TheodoreRoosevelt said:
Any movie that tries to simulate a drug trip is horrible, and just a product of inept writers.
It is?
TheodoreRoosevolt said:
It's the same as doing a dream sequence in a movie - writers do it because they have no clue how to end the movie or make it meaningful, so they turn it into a dream/trip sequence.
That's a major generalisation.
Fear and Loathing is a drug movie, representation of drug trips happen throughout. I doubt that they are used because the writers didn't know how to end the movie, or because they didn't know how to make it meaningful, or even because they were "inept".
I'd like to know why a movie can't be about drugs? Does there have to be something more? Drugs seem like a plenty expansive enough topic to cover.
As I see it, the meaning of Fear and Loathing is chaos. The meaning is that there is no meaning. But Raoul is on a constant search to find it. A couple of lines stood out in regards to this:
Raoul Duke:
There was madness in any direction, at any hour. You could strike sparks anywhere. There was a fantastic universal sense that whatever we were doing was right, that we were winning.
Raoul Duke:
We are all wired into a survival trip now. No more of the speed that fueled that 60's. That was the fatal flaw in Tim Leary's trip. He crashed around America selling "consciousness expansion" without ever giving a thought to the grim meat-hook realities that were lying in wait for all the people who took him seriously... All those pathetically eager acid freaks who thought they could buy Peace and Understanding for three bucks a hit. But their loss and failure is ours too. What Leary took down with him was the central illusion of a whole life-style that he helped create... a generation of permanent cripples, failed seekers, who never understood the essential old-mystic fallacy of the Acid Culture: the desperate assumption that somebody... or at least some force - is tending the light at the end of the tunnel.

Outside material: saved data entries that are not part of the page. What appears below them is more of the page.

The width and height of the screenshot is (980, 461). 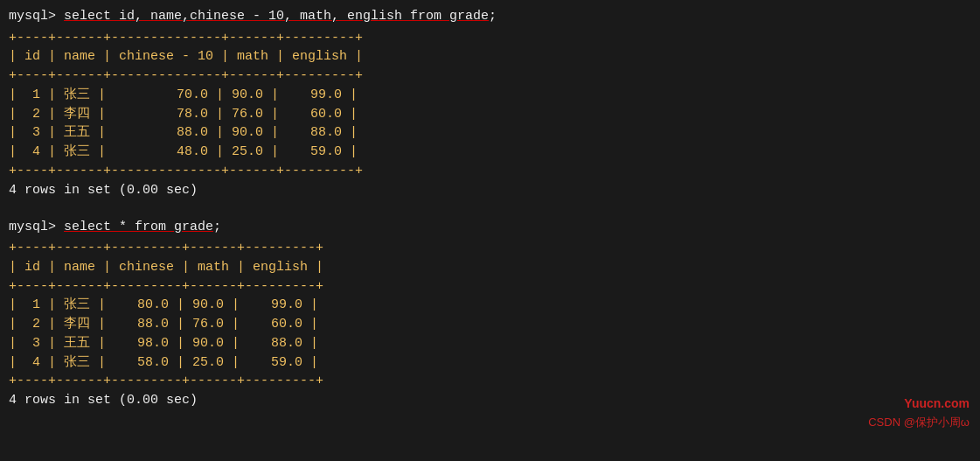 What do you see at coordinates (919, 423) in the screenshot?
I see `watermark-csdn: CSDN @保护小周ω` at bounding box center [919, 423].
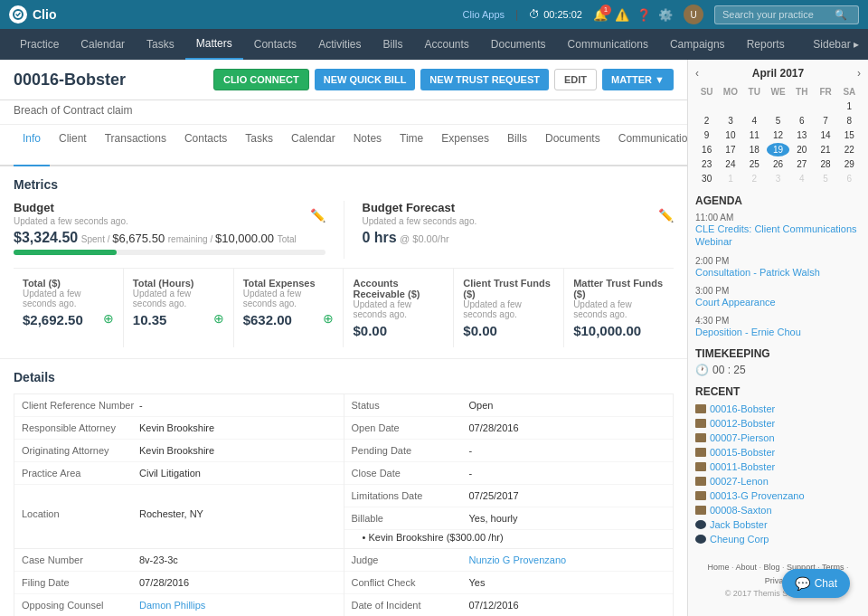  I want to click on budget-edit-icon: ✏️, so click(318, 215).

Notice how the movie gets more and more incoherent, and makes less and less sense as it progresses. Finally peaking right near the end of the movie when Raoul is in the hotel room, having flashbacks, which are presented in a way that conveys nonsense and a building sense of impending chaos (eg. it starts with a conversation in a bar about purchasing an ape, and after a few more progressively more intense flash backs, suddenly he is running into the same bar while it seems to be collapsing screaming "where's the ape?".)
To say that 'drug trips were just used because the writers didn't know how to put meaning into the story', is kinda either missing the point of the movie, or getting it in an odd sort of way.